Nova Institution for Women

Nova Institution for Women (French: Établissement Nova pour femmes[1]) is a Canadian federal prison for women in Truro, Nova Scotia. The facility, which handles different levels of offenders, can accommodate up to 70 inmates. Nova Institution opened in 1995.[2] [3] The maximum security unit opened in 2002 or 2003.[4]

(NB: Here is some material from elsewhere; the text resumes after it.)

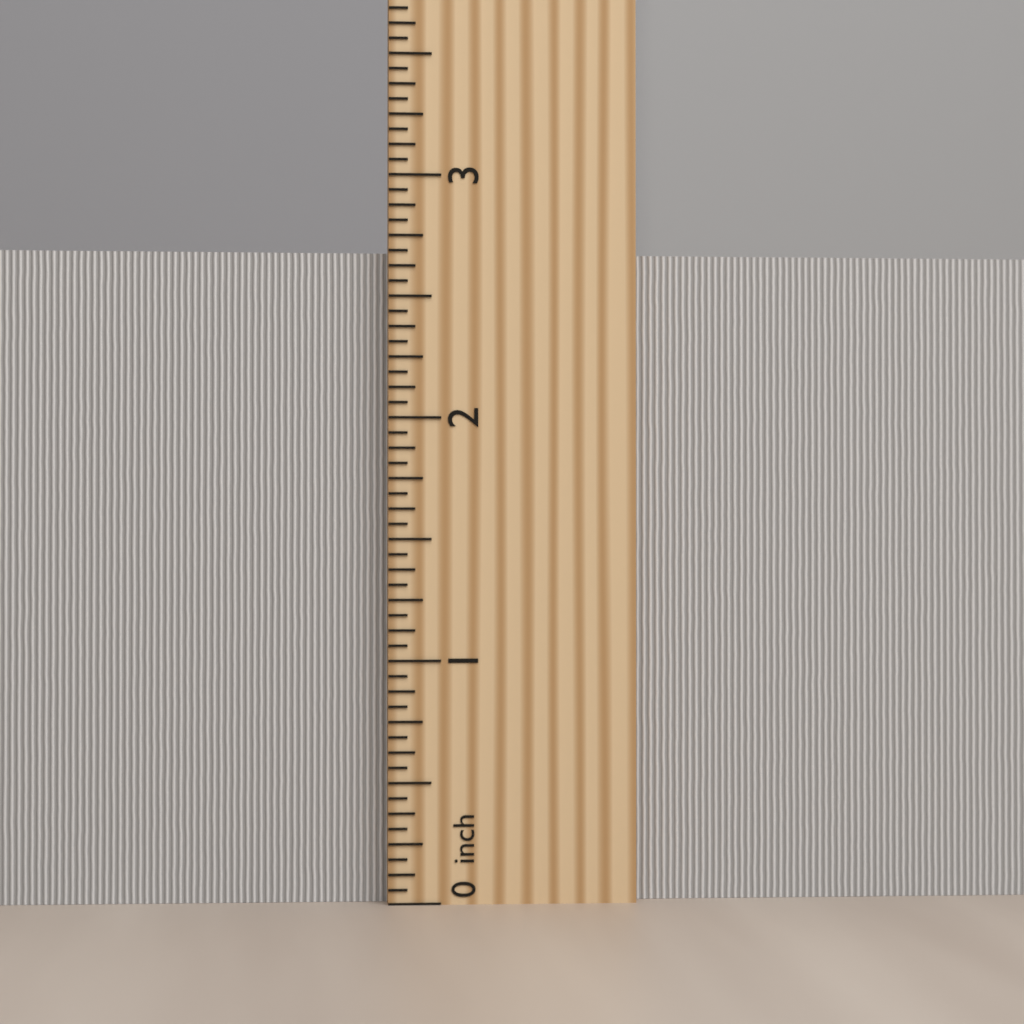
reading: 2.6875 inch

Nova Institution for Women
Location180 James Street
Truro, Nova Scotia
B2N 6R8
Coordinates45.3495°N 63.2999°W / 45.3495; -63.2999
Security classmulti
Opened1995
Managed byCorrectional Service Canada
WardenAdele MacInnis-Meagher

Main programs at the institution include:

  • Living skills
  • Sex offender programs
  • Substance abuse treatment

The Correctional Service of Canada (CSC) is the federal government agency responsible for administering sentences of a term of two years or more.[5]

Ashley Smith

Ashley Smith, a prisoner who later died after an apparent suicide attempt, was held at several CSC institutions including Nova Institution.[6]

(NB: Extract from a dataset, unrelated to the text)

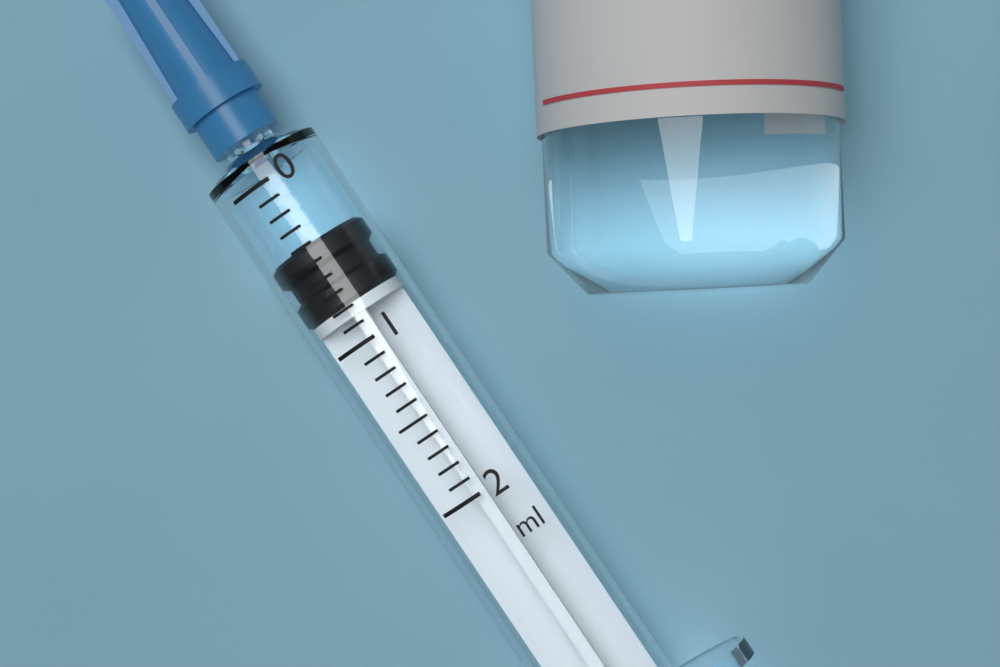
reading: 0.4 ml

gollark: Modern password hashing functions are designed to be slow to run (and to be fastest on general-purpose computing hardware and not ASICs) to mitigate this sort of thing.
gollark: If you do *not* use that, then people can store a bunch of precalculated mappings from hashes to original passwords (rainbow tables, yes) and work out the original.
gollark: That's why salts are recommended (they're a bit of extra data you store along with the password and feed to the hash function when hashing it in the first place and comparing passwords with the hash).
gollark: The main attack on this is that you can, sometimes even using dedicated ASICs/FPGAs, run hashes *very fast* on a lot of possibilities and figure out what the original password was.
gollark: Yep!

References

  1. "Établissement Nova pour femmes." Correctional Service Canada. Retrieved on August 6, 2016.
  2. Martell, Sherry (December 10, 2010). "Special care beds being added to Nova institute". Truro Daily News. Retrieved August 13, 2011.
  3. "Protests can't halt construction of women's jails: New institutions 'not as oppressive' as Kingston's P4W". The Spectator. Hamilton, Ontario. April 26, 1995. p. F.7. Retrieved August 13, 2011.
  4. "First maximum security unit for women offenders opens in Truro". Community Action. February 17, 2003. Retrieved August 13, 2011.
  5. The Correctional Service of Canada Official site
  6. Seglins, Dave (November 1, 2010). "Broaden Ashley Smith inquest: lawyer". CBC News. Retrieved August 13, 2011.